Microsoft's recommendation is to send the events to EventHub. You can then process the events there and log them however you want. This approach minimizes the performance impact of logging on your APIs.
https://azure.microsoft.com/en-us/updates/azure-api-management-and-azure-event-hubs-integration/
We are planning to host our NServiceBus application in Azure web and worker roles (using Azure Service Bus as transport). Existing documentation is a bit unclear when it comes to monitoring and logging of Azure based endpoints.
What would be recommended practices to set up logging and monitoring of such setup?
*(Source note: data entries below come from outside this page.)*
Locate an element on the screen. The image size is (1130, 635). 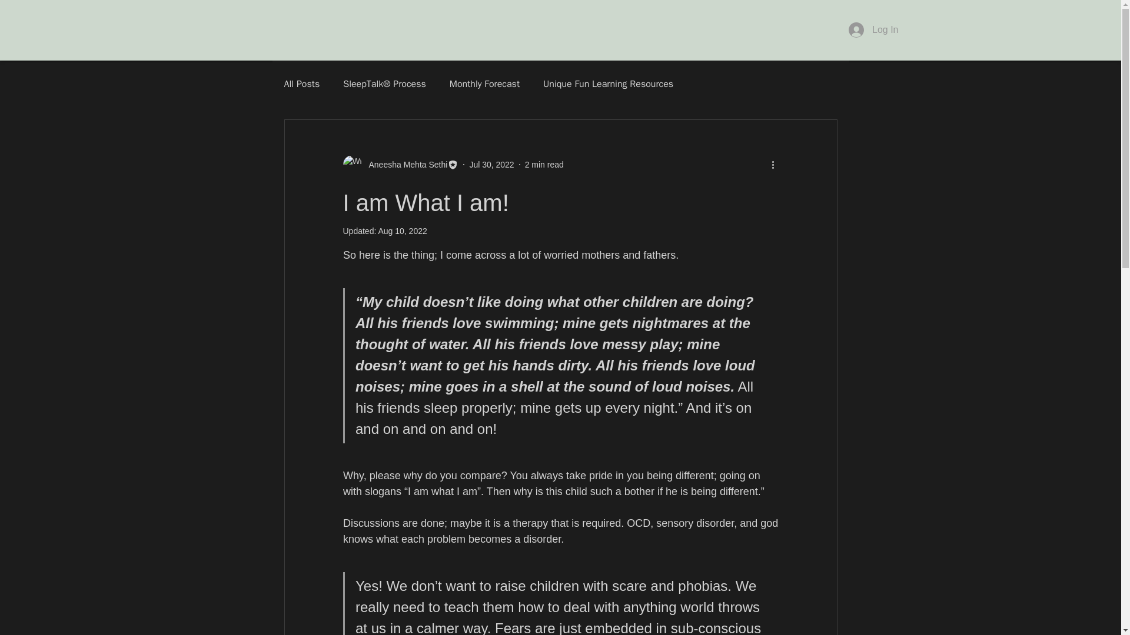
Monthly Forecast is located at coordinates (485, 84).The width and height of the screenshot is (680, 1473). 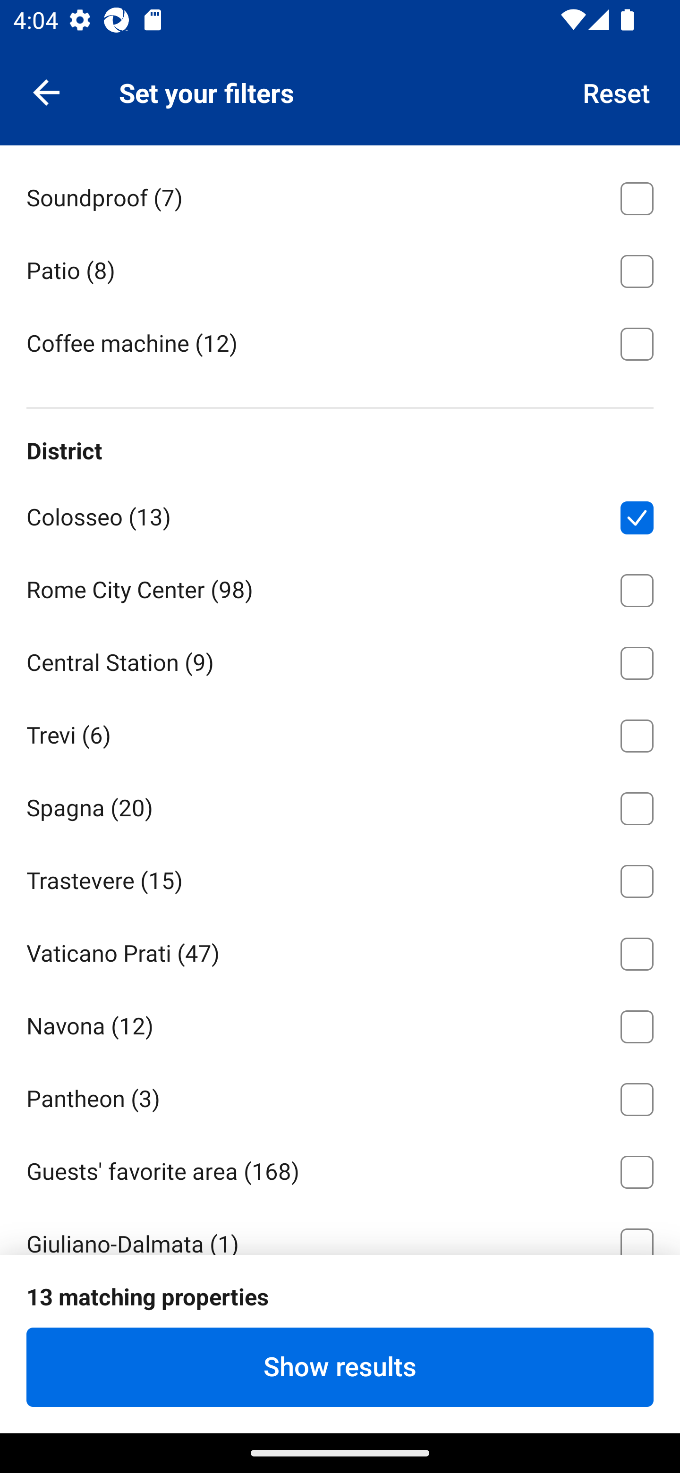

Would you recommend creating a custom logging module inheriting from ILog interface?
Does ServiceControl work well for monitoring endpoints in Azure? If yes, where do we deploy it?
EDIT:
Igorek's answer helped me to solve logging issue. Can anyone comment on ServiceControl part of the question?
NServiceBus can hook into and utilize log4net. log4net can send its data to Windows Event Logs thru standard log4net appender. Azure Diagnostics can move the data from Event Logs to WADLogs table for inspection by on-demand tools such as Cerebrata's Diagnostic Manager or 24x7 monitoring services such as AzureWatch. http://www.paraleap.com
Alternatively, log4net can also send the logs directly to a custom Azure Table if you want to build your own monitoring tools.
Also, consider monitoring queue/topic depths of your Service Bus, to make sure that stuff is moving thru correctly. Also, consider possibly scaling by the number of messages in SB queues or topics if your NSB setup supports dynamically adding/removing instances.
Disclaimer: I work for company that makes AzureWatch and we happen to have a number of customers who utilize AzureWatch to monitor their NSB-enabled apps.
ServiceControl can indeed be used to monitor your Azure endpoints, just set up ServiceControl for the transport you use, drop the ServiceControl plugins into your endpoint bin folder, and you're good to go.
ServiceControl is best deployed locally, or on an azure virtual machine.